What Iโ€™m trying to say is, I was happy there.

In fact, itโ€™s possible that I was never happier than that one golden summer day at Balmoral: August 30, 1997.

Weโ€™d been at the castle for one week. The plan was to stay for another. Same as the previous year, same as the year before that. Balmoral was its own micro-season, a two-week interlude in the Scottish Highlands to mark the turn from high summer to early autumn.

Granny was there too. Naturally. She spent most of every summer at Balmoral. And Grandpa. And Willy. And Pa. The whole family, with the exception of Mummy, because Mummy was no longer part of the family. Sheโ€™d either bolted or been thrown out, depending on whom you asked, though I never asked anyone. Either way, she was having her own holiday elsewhere. Greece, someone said. No, Sardinia, someone said. No, no, someone chimed in, your motherโ€™s in Paris! Maybe it was Mummy herself who said that. When she phoned earlier that day for a chat? Alas, the memory lies, with a million others, on the other side of a high mental wall. Such a horrid, tantalizing feeling, to know theyโ€™re over there, just on the other side, mere inches awayโ€”but the wall is always too high, too thick. Unscalable.

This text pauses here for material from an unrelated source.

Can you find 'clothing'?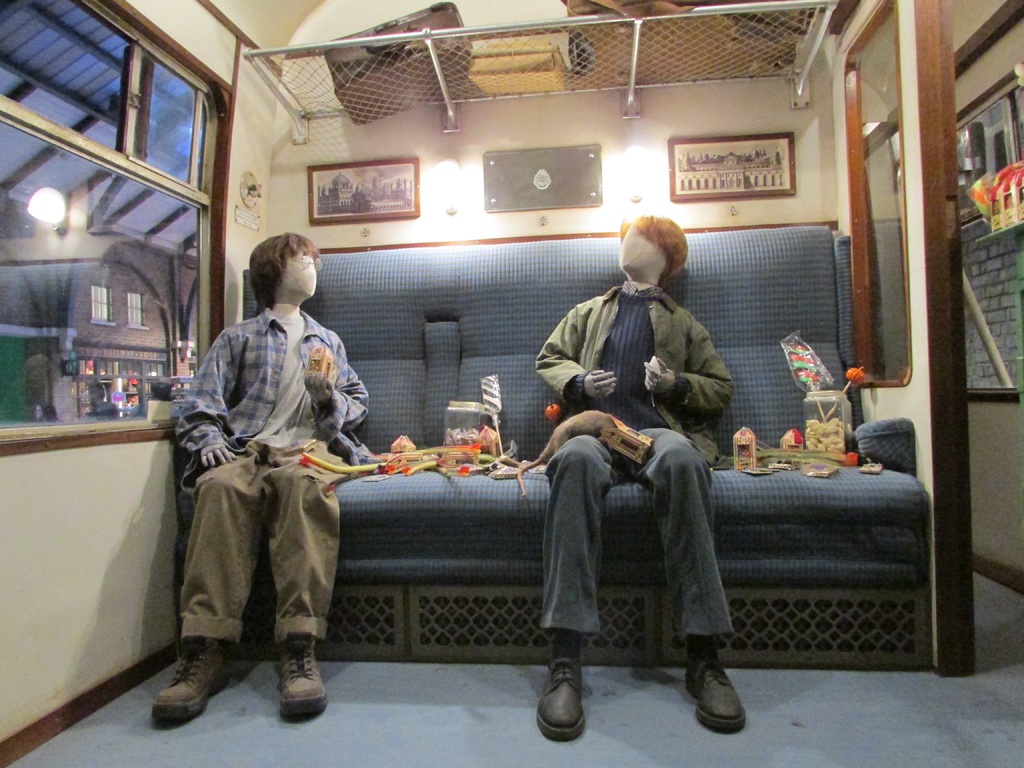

Not unlike the turrets of Balmoral.

Wherever Mummy was, I understood that she was with her newย friend. That was the word everyone used. Not boyfriend, not lover. Friend. Nice enough bloke,

I thought. Willy and I had just met him. Actually, weโ€™d been with Mummy weeks earlier whenย sheย first met him, in St. Tropez. We were having a grand time, just the three of us, staying at some old gentโ€™s villa. There was much laughter, horseplay, the norm whenever Mummy and Willy and I were together, though even more so on that holiday. Everything about that trip to St. Tropez was heaven. The weather was sublime, the food was tasty, Mummy was smiling.

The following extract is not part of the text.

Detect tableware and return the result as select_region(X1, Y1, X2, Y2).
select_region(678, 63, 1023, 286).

Best of all, there were jet skis.

Whose were they? Donโ€™t know. But I vividly remember Willy and me riding them out to the deepest part of the channel, circling while waiting for the big ferries to come. We used their massive wakes as ramps to get airborne. Iโ€™m not sure how we werenโ€™t killed.

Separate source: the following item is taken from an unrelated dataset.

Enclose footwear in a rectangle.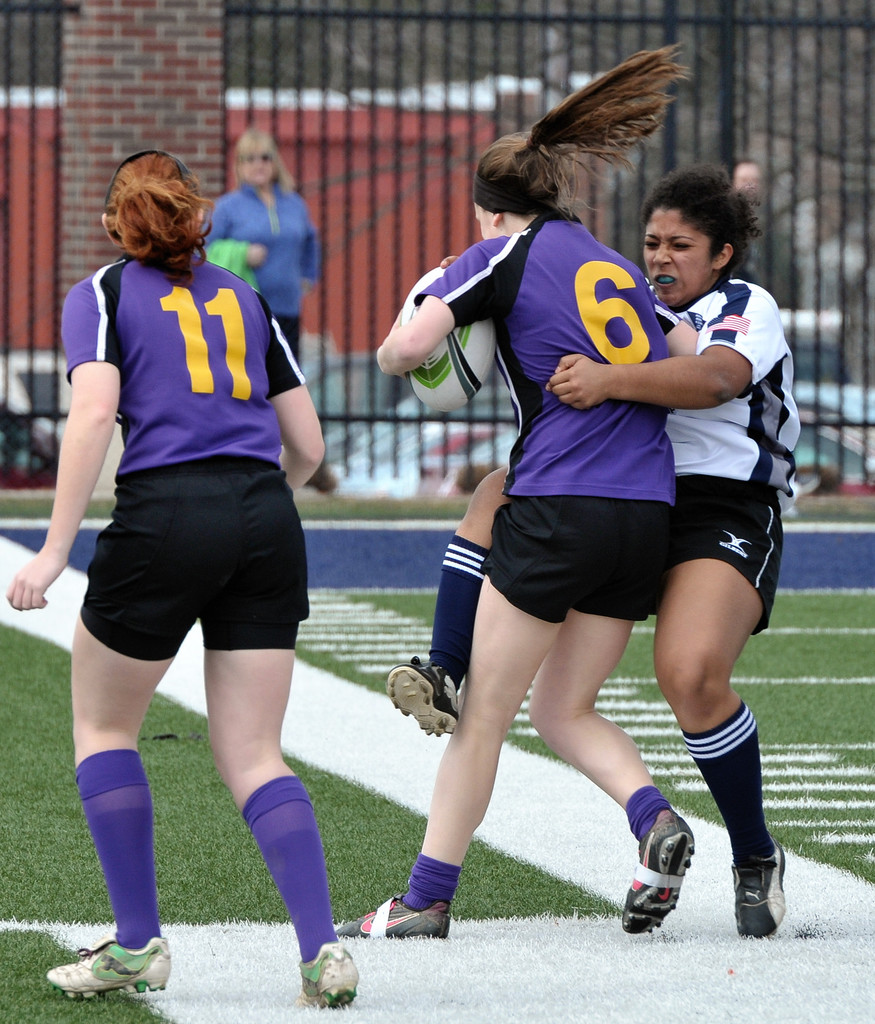
bbox=(40, 929, 155, 1001).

Was it after we got back from that jet-ski misadventure that Mummyโ€™s friend first appeared? No, more likely it was just before.ย Hello there, you must be Harry.ย Raven hair, leathery tan, bone-white smile.ย How are you today? My name is blah blah.ย He chatted us up, chatted Mummy up. Specifically Mummy. Pointedly Mummy. His eyes plumping into red hearts.

He was cheeky, no doubt. But, again, nice enough. He gave Mummy a present. Diamond bracelet. She seemed to like it. She wore it a lot. Then he faded from my consciousness.

As long as Mummyโ€™s happy, I told Willy, who said he felt the same.